Messer Andrea, the master of the slave brokers, and he held himself to be better than the masterless rogues, the ribalds of the alleys-such rogues as he now paused to watch.
In the deep shadow under the stone arch of an open gate in the city wall some half dozen ragged figures were clustered, looking out at the road. Piculph, being mounted, could see over their heads. Beyond this gate, out on the plain, the glow of sunset lingered. And Piculph's curiosity grew as he watched.
Often he had watched stout Turks driving laden asses through that gate and sallow Armenians moving through the dust raised by their sheep and grim Tatars whirling lariats as they trotted beside the herds of their shaggy ponies. But he had never seen a man leading a horse.
And now a tall man was approaching with the long stride of one who had come far on foot. He wore boots of soft leather laced to his knees, a faded mantle gray with dust, and a tarnished steel cap set a little upon one side of his yellow head. Great of bone he was, and though alone, he did not seem to fear the darkness under the gate. The sword slung upon his hip in its leather scabbard was too heavy and too long to be handy in a brawl. So thought Piculph.
And so thought the ribalds under the arch who had seen that the stranger led a lame horse, a gray Arab racer whose saddlecloth was gleaming cloth of gold. Since the stranger was alone and the horse one of price, the thieves made ready to slay the man-there in the darkness under the arch that smelled of charcoal and sheepskins.
Piculph grinned in his beard, for he saw what they were about, and he meant to ride in upon them after their work was done and seize the horse himself.
The stranger entered the arch, and the masterless men thronged about him.
"Yah huk-yah huk!" they yelled in unison, the beggar's cry of Asia's streets. And at their call a pockmarked devil in a tattered cloak came running up with a lantern as if to light the way before the tall man. Instead he thrust the lantern close to the stranger's eyes-clear gray eyes that looked at them out of a lean, sun-darkened face.
"Give, in God's name!" whined a beggar, pushing through his mates until his groping hands closed upon the right arm of the stranger. The beggar was blind, his pupils white-filmed, his lids eaten by flies.
His comrades pressed in closer then, and Piculph saw that for which he had been looking. Behind the blind beggar appeared a stout Levantine boatman grasping a short ax, watching his chance to strike. The thieves clamored louder, and the boatman shifted his weight to his left foot, and the corners of his lips twitched in a snarl. Suddenly he struck, full at his victim's eyes.
But the tall man had caught the flicker of steel in the light of the lantern. His right arm shot forward, thrusting the blind beggar back, and he himself bent back from the hips. The boatman's ax swung harmlessly through the air.
At the same instant the stranger pulled clear his sword. The point of the long blade swept out and down, and the boatman shrieked. The sword's edge had caught his wrist and cut through it. The ax, still gripped in hairy fingers, dropped to the earth.
The boatman staggered against the stones of the arch and fell. At the flash of the long sword his companions vanished, as dogs flee the rush of the wolf-the blind beggar scrambling after them. The stranger picked up the lantern quickly and hooked it to his belt, a broad leather belt, Piculph noticed, set with silver plates and a miniature shield.
"Poor Bacco!" exclaimed the big Lombard, drawing closer, "what a cut that was!"
He had spoken in Italian, and the stranger neither answered nor sheathed his sword. Piculph saw now that he was younger than he had thought, but with the narrowed eyes and the lines about the mouth that came from hardship and long service.
"Whence are you, Messer Swordsman?" he asked, in the lingua franca that was the common speech of the Levant.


» **DESCRIPTION OF THE TASK**
Scan the lines below for "bait" and copy the matches.

» **RECORDS SUPPLIED**

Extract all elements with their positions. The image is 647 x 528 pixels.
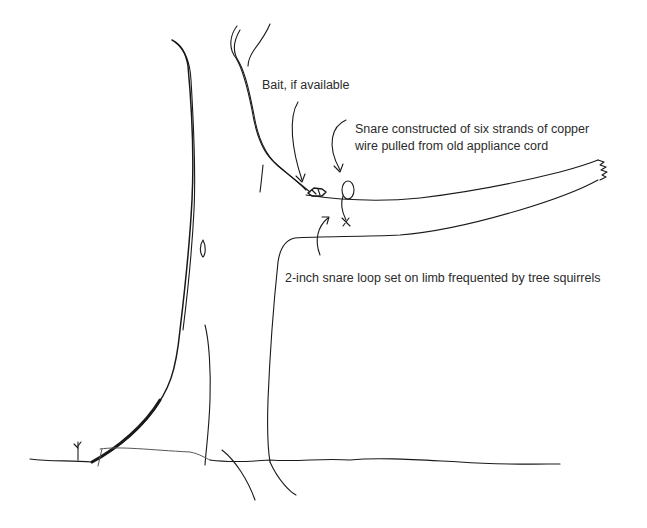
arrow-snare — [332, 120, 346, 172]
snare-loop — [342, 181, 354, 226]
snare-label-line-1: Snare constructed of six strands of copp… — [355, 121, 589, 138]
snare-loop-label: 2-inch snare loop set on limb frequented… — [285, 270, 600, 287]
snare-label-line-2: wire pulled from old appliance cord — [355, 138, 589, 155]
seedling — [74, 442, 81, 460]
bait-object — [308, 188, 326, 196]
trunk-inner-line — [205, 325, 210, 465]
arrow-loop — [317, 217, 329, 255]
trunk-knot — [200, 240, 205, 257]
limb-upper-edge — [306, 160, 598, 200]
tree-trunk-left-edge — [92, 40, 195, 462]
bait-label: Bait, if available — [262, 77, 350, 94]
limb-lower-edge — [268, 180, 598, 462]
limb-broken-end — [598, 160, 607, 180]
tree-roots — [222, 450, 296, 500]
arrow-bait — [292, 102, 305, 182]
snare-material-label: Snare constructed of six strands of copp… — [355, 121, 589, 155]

==

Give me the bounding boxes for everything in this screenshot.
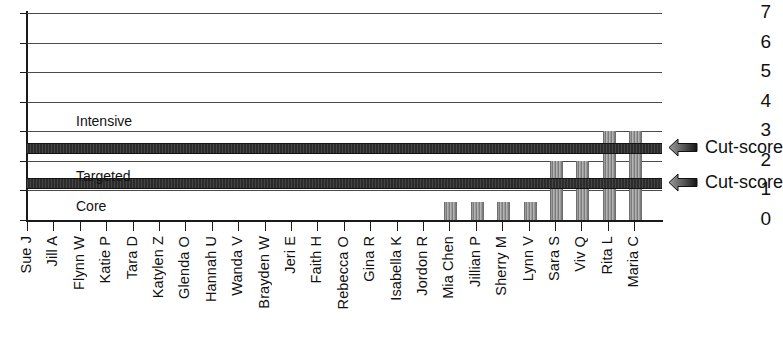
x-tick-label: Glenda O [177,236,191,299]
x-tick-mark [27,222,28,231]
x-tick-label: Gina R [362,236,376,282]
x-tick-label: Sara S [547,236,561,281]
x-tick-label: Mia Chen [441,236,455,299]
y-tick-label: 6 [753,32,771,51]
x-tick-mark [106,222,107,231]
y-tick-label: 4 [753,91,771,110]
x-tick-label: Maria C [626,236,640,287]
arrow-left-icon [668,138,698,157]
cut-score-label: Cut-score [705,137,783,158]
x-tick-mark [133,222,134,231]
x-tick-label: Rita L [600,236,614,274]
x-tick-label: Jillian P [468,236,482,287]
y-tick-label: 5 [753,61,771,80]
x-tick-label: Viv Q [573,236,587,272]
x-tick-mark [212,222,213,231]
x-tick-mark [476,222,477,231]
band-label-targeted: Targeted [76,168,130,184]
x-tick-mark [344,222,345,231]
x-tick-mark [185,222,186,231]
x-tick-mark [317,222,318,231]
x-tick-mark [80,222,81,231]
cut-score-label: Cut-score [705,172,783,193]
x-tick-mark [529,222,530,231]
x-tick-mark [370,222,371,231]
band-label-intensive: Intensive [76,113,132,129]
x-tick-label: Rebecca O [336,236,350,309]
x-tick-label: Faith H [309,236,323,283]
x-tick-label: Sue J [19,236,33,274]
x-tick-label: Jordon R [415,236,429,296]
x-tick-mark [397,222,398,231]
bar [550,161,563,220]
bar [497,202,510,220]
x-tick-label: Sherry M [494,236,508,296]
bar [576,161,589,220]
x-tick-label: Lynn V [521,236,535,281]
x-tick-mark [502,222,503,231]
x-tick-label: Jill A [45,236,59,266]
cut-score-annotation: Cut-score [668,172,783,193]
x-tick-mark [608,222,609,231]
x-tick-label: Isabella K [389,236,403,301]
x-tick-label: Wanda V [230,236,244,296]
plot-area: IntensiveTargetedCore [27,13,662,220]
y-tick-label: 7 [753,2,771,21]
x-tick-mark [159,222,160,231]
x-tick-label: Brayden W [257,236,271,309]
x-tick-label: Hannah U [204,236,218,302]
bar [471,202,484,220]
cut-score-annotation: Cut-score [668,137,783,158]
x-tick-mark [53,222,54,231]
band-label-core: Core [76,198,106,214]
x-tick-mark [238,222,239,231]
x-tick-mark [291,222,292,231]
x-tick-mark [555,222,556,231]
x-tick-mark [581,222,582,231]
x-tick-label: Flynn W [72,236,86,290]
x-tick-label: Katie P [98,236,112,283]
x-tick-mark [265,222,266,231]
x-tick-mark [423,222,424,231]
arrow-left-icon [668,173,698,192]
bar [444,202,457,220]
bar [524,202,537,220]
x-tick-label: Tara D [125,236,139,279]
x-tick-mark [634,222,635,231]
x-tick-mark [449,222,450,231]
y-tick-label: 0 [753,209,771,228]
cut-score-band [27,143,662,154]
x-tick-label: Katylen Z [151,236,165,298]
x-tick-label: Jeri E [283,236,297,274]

---

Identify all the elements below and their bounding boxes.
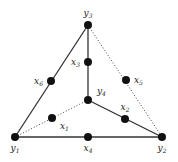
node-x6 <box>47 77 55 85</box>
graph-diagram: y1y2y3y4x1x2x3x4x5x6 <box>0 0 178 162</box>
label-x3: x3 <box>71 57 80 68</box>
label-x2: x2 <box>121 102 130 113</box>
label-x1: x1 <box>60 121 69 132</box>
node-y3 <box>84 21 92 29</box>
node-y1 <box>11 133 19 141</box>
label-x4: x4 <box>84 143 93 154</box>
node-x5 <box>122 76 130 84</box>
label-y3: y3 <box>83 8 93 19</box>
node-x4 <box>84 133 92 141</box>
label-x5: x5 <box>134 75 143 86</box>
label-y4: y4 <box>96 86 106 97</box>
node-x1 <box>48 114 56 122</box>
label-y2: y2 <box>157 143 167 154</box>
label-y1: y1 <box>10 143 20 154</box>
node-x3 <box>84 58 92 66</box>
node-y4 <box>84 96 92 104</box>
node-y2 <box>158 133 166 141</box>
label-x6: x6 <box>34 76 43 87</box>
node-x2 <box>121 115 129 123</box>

» **FINISHED TASK**
bait-object — [308, 188, 326, 196]
bait-label: Bait, if available — [262, 77, 350, 94]
arrow-bait — [292, 102, 305, 182]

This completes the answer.